I interrupted myself by answering Christián’s comment concerning his current listening obsessions. This time round, it happens to be Brian Eno. Good for him. Not for Brian, but for Christián. Brian knows nothing of Christián. Actually, this also may be a good thing. So good for both of them. I’m happy that my friend is discovering music that I have been talking about, indeed championing for decades.
Here’s my issue.
Some people have a manner of expressing themselves that rubs my fur incorrectly. Christián’s obsessions and his “excitement” in the moment about them is one example. Even if I’ve championed Eno for decades, when Christián discovers the music himself, it is if he was the founder of the ambient institution and must proselytize it to even me. Perhaps I am taking his “excitement” as the wrong thing, but my impression is a forceful “evangelist” attitude. I’m aware that advocating for Eno is not a bad thing at all, but it is the manner that bothers me. It infuses my friend’s personality in many ways. A long list sits in journals askew on my bookshelves detailing this same phenomenon in others, and in myself.
This an indicator of narcissism. Because of it, my friend will die horribly plump and alone in a murky house in South Carolina, surrounded by reeking empty cans of Coors Light and dried strips of his own flesh, clawed away during nightmares of being spurned endlessly by nubile chicks. The wasting away, this punishment for egoism, of course, will only happen once all of his tasks for Flavigula are complete. I will discard him like a holed dishrag.
I should be lighter on the imbeciles of the world. I recall when Lee (whom I still dream about frequently) discovered The Final Cut. Of course, it’d been in my playlist since I was 15 (or thereabouts). It annoyed me to no end that he obsessed about it. He played it whilst traipsing around in his underwear. He sang it ( The Gunner’s Dream, I think ) in Acy’s shower during the bizarre summer of 1991.
Possibly I simply have problems with people who are obsessive and what I see as narcissist outpourings are just a result of the narrow focus they have. What Lee was doing was finding joy in the discovery of something he loved. Or, well, being obsessed. Same thing? Similar? I should give even narcissist assholes their temporary bliss before they either shoot themselves in the head at McDonald Observatory in West Texas or die in filth surrounded by Coors Light cans in South Carolina. After all, I am a fair fellow.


▸ Problem description
Copy the listing below in full and skip every picture.

::::::::::

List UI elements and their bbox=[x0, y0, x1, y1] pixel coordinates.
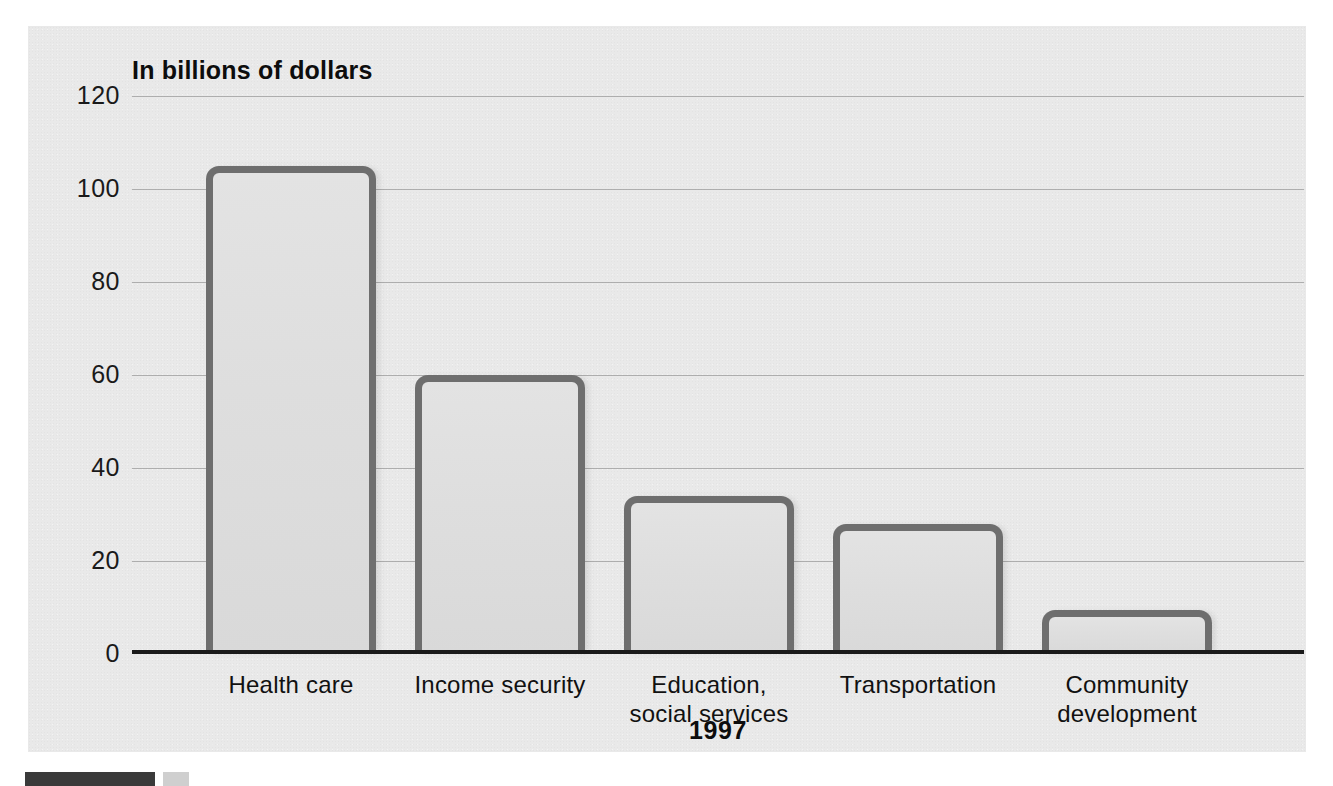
bar bbox=[206, 166, 376, 654]
series-year-label: 1997 bbox=[132, 716, 1304, 745]
x-axis-category-label: Health care bbox=[176, 670, 406, 699]
category-label-line: Education, bbox=[594, 670, 824, 699]
chart-panel: In billions of dollars 120100806040200 H… bbox=[28, 26, 1306, 752]
bar-fill bbox=[422, 382, 578, 654]
y-axis-tick-label: 60 bbox=[46, 362, 120, 387]
y-axis-tick-label: 0 bbox=[46, 641, 120, 666]
plot-area bbox=[132, 96, 1304, 654]
bar-fill bbox=[840, 531, 996, 654]
x-axis-line bbox=[132, 650, 1304, 654]
y-axis-tick-labels: 120100806040200 bbox=[28, 96, 120, 654]
footer-mark-secondary bbox=[163, 772, 189, 786]
bar-fill bbox=[631, 503, 787, 654]
category-label-line: Income security bbox=[385, 670, 615, 699]
y-axis-tick-label: 100 bbox=[46, 176, 120, 201]
chart-axis-title: In billions of dollars bbox=[132, 56, 373, 85]
category-label-line: Community bbox=[1012, 670, 1242, 699]
x-axis-category-label: Income security bbox=[385, 670, 615, 699]
bar bbox=[833, 524, 1003, 654]
category-label-line: Transportation bbox=[803, 670, 1033, 699]
y-axis-tick-label: 80 bbox=[46, 269, 120, 294]
category-label-line: Health care bbox=[176, 670, 406, 699]
y-axis-tick-label: 120 bbox=[46, 83, 120, 108]
y-axis-tick-label: 40 bbox=[46, 455, 120, 480]
bar bbox=[624, 496, 794, 654]
bar bbox=[415, 375, 585, 654]
x-axis-category-label: Transportation bbox=[803, 670, 1033, 699]
y-axis-tick-label: 20 bbox=[46, 548, 120, 573]
bar bbox=[1042, 610, 1212, 654]
bar-fill bbox=[213, 173, 369, 654]
footer-mark bbox=[25, 772, 155, 786]
gridline bbox=[132, 96, 1304, 97]
bar-fill bbox=[1049, 617, 1205, 654]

::::::::::

▸ Reply
List UI elements and their bbox=[x0, y0, x1, y1] pixel coordinates.
bar bbox=[206, 166, 376, 654]
series-year-label: 1997 bbox=[132, 716, 1304, 745]
x-axis-category-label: Health care bbox=[176, 670, 406, 699]
category-label-line: Education, bbox=[594, 670, 824, 699]
chart-panel: In billions of dollars 120100806040200 H… bbox=[28, 26, 1306, 752]
bar-fill bbox=[422, 382, 578, 654]
y-axis-tick-label: 60 bbox=[46, 362, 120, 387]
y-axis-tick-label: 0 bbox=[46, 641, 120, 666]
plot-area bbox=[132, 96, 1304, 654]
bar-fill bbox=[840, 531, 996, 654]
x-axis-line bbox=[132, 650, 1304, 654]
y-axis-tick-labels: 120100806040200 bbox=[28, 96, 120, 654]
footer-mark-secondary bbox=[163, 772, 189, 786]
bar-fill bbox=[631, 503, 787, 654]
category-label-line: Income security bbox=[385, 670, 615, 699]
y-axis-tick-label: 100 bbox=[46, 176, 120, 201]
chart-axis-title: In billions of dollars bbox=[132, 56, 373, 85]
category-label-line: Community bbox=[1012, 670, 1242, 699]
x-axis-category-label: Income security bbox=[385, 670, 615, 699]
bar bbox=[833, 524, 1003, 654]
category-label-line: Transportation bbox=[803, 670, 1033, 699]
y-axis-tick-label: 80 bbox=[46, 269, 120, 294]
category-label-line: Health care bbox=[176, 670, 406, 699]
y-axis-tick-label: 120 bbox=[46, 83, 120, 108]
y-axis-tick-label: 40 bbox=[46, 455, 120, 480]
bar bbox=[624, 496, 794, 654]
bar bbox=[415, 375, 585, 654]
x-axis-category-label: Transportation bbox=[803, 670, 1033, 699]
y-axis-tick-label: 20 bbox=[46, 548, 120, 573]
bar bbox=[1042, 610, 1212, 654]
bar-fill bbox=[213, 173, 369, 654]
footer-mark bbox=[25, 772, 155, 786]
gridline bbox=[132, 96, 1304, 97]
bar-fill bbox=[1049, 617, 1205, 654]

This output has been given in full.